After graduating from Bristol, Jack left for London to read for his PhD at UCL and they parted for four years.  Marianne came back to Portsmouth after her undergraduate degree to take up a biochemical research position at Portsmouth and the research out of the project earned her a Master’s degree in biochemistry two years later.  After securing her Master if Science degree Marianne moved out of her parents’ home, buying a two bedroom property just a few streets away, and continued her research and teaching position at the university.  By then she was dating a computer network administrator who worked at the university.

Jack came home to Portsmouth after four years of postgraduate studies and work in London only to find Marianne and fall in love all over again.  He had carried memories of bliss living with her in the idyllic surrounding on the banks of river Avon winding through the valley between the hills.   He had remembered their long walks down the winding footpath that ran along river Avon’s banks for miles and miles, taking in the scenes of a living river with its barges, boats, and canoes, the lives of people and animals on the opposite bank on one side; and the foothills, the woods, and the grassland on the other.  He had remembered Marianne and himself on the horses they had rented from the stables of a nearby farm to ride down the footpath, in the woods, and through the grassland, the wind in her long straight honey brown hair falling all the way down her back to almost touch the horse and the saddle, her brown eyes dancing with happiness, illuminating her fine features.  He had remembered racing her on his own horse over the grassland along river Avon, her slender frame flying off the saddle with every beat of the horse’s cantor, and always letting her win.  

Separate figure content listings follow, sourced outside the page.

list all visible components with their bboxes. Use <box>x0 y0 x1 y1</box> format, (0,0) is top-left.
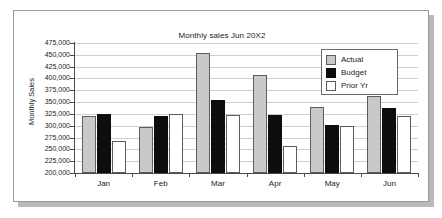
legend-label-prior: Prior Yr <box>341 81 368 90</box>
y-axis-tick-mark <box>70 78 75 79</box>
x-axis-tick-mark <box>189 173 190 177</box>
legend-item-prior: Prior Yr <box>326 79 393 92</box>
bar-feb-budget <box>154 116 168 173</box>
y-axis-tick-mark <box>70 102 75 103</box>
y-axis-tick-label: 475,000 <box>22 39 70 46</box>
legend-swatch-prior <box>326 81 336 91</box>
legend-swatch-actual <box>326 55 336 65</box>
bar-jan-actual <box>82 116 96 173</box>
legend-swatch-budget <box>326 68 336 78</box>
bar-jan-budget <box>97 114 111 173</box>
y-axis-tick-label: 275,000 <box>22 134 70 141</box>
y-axis-tick-label: 350,000 <box>22 98 70 105</box>
legend-item-budget: Budget <box>326 66 393 79</box>
x-axis-tick-mark <box>132 173 133 177</box>
y-axis-tick-mark <box>70 161 75 162</box>
y-axis-tick-mark <box>70 43 75 44</box>
x-axis-tick-mark <box>247 173 248 177</box>
x-axis-tick-mark <box>418 173 419 177</box>
chart-title: Monthly sales Jun 20X2 <box>14 31 430 40</box>
y-axis-tick-mark <box>70 55 75 56</box>
bar-may-budget <box>325 125 339 173</box>
bar-jun-actual <box>367 96 381 173</box>
y-axis-tick-label: 225,000 <box>22 157 70 164</box>
bar-mar-prior <box>226 115 240 173</box>
y-axis-tick-label: 375,000 <box>22 86 70 93</box>
x-axis-tick-label-may: May <box>304 179 361 188</box>
y-axis-tick-label: 200,000 <box>22 169 70 176</box>
bar-apr-prior <box>283 146 297 173</box>
bar-jun-budget <box>382 108 396 173</box>
y-axis-tick-mark <box>70 90 75 91</box>
legend-label-budget: Budget <box>341 68 366 77</box>
y-axis-tick-mark <box>70 114 75 115</box>
y-axis-tick-mark <box>70 67 75 68</box>
bar-feb-actual <box>139 127 153 173</box>
bar-apr-actual <box>253 75 267 173</box>
bar-jun-prior <box>397 116 411 173</box>
bar-apr-budget <box>268 115 282 173</box>
bar-jan-prior <box>112 141 126 173</box>
y-axis-tick-label: 250,000 <box>22 145 70 152</box>
x-axis-tick-mark <box>304 173 305 177</box>
x-axis-tick-mark <box>361 173 362 177</box>
y-axis-tick-label: 325,000 <box>22 110 70 117</box>
x-axis-tick-label-mar: Mar <box>189 179 246 188</box>
y-axis-tick-label: 425,000 <box>22 63 70 70</box>
legend-item-actual: Actual <box>326 53 393 66</box>
y-axis-tick-label: 450,000 <box>22 51 70 58</box>
x-axis-tick-label-jan: Jan <box>75 179 132 188</box>
y-axis-tick-mark <box>70 126 75 127</box>
x-axis-tick-label-apr: Apr <box>247 179 304 188</box>
grid-line <box>75 43 418 44</box>
bar-may-actual <box>310 107 324 173</box>
x-axis-tick-label-feb: Feb <box>132 179 189 188</box>
y-axis-tick-mark <box>70 138 75 139</box>
y-axis-tick-label: 400,000 <box>22 74 70 81</box>
y-axis-tick-label: 300,000 <box>22 122 70 129</box>
x-axis-tick-mark <box>75 173 76 177</box>
chart-legend: ActualBudgetPrior Yr <box>321 49 398 95</box>
bar-feb-prior <box>169 114 183 173</box>
bar-may-prior <box>340 126 354 173</box>
x-axis-tick-label-jun: Jun <box>361 179 418 188</box>
y-axis-tick-mark <box>70 149 75 150</box>
legend-label-actual: Actual <box>341 55 363 64</box>
chart-panel: Monthly sales Jun 20X2 Monthly Sales 475… <box>13 10 429 202</box>
chart-screenshot: Monthly sales Jun 20X2 Monthly Sales 475… <box>0 0 442 218</box>
bar-mar-budget <box>211 100 225 173</box>
bar-mar-actual <box>196 53 210 173</box>
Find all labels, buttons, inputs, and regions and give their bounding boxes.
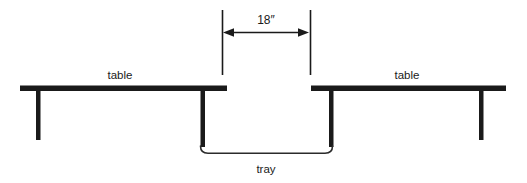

Jack swept Marianne off her feet and proposed to her.  

Peter was born a year and five months later, just in time to stop Marianne converting her degree to a PhD.  A dutiful mother and wife, she resigned from her position at the University to look after her baby and her husband.  Marianne wanted to go back to part time work and to complete her degree when Peter was three years old and started attending nursery school.  However, Jack’s mother suddenly suffered a heart attack and, at Jack’s urging, Marianne spent the next two years as Mrs. Mary Connor’s care giver, walking down to her mother-in-law’s house while Peter was at school and nursing her back to health.  

Marianne gave up dreams of her career when she then found herself pregnant again with Marc.  Jack’s career was going well by then and he had moved his growing little family to a new home – a large detached three bedroom house with a double garage, and large front and back gardens, just a five minute walk from the sea front and only a few streets away from their former home.

When Marianne had been pregnant with Peter other things had been foremost on her mind; she had loved the fresh and new relationship with Jack, and she had loved her research work that had continued to the last week of her pregnancy.  She had secretly resented the baby for having to leave her work.  Her highly intellectual research must have affected the fetus because Peter was born a super bright child hitting every milestone months and sometimes years in advance.  Jack had loved and reveled in being Peter’s father, taking time off work and taking on contracts that allowed him to work from home some days just to be with Peter and Marianne.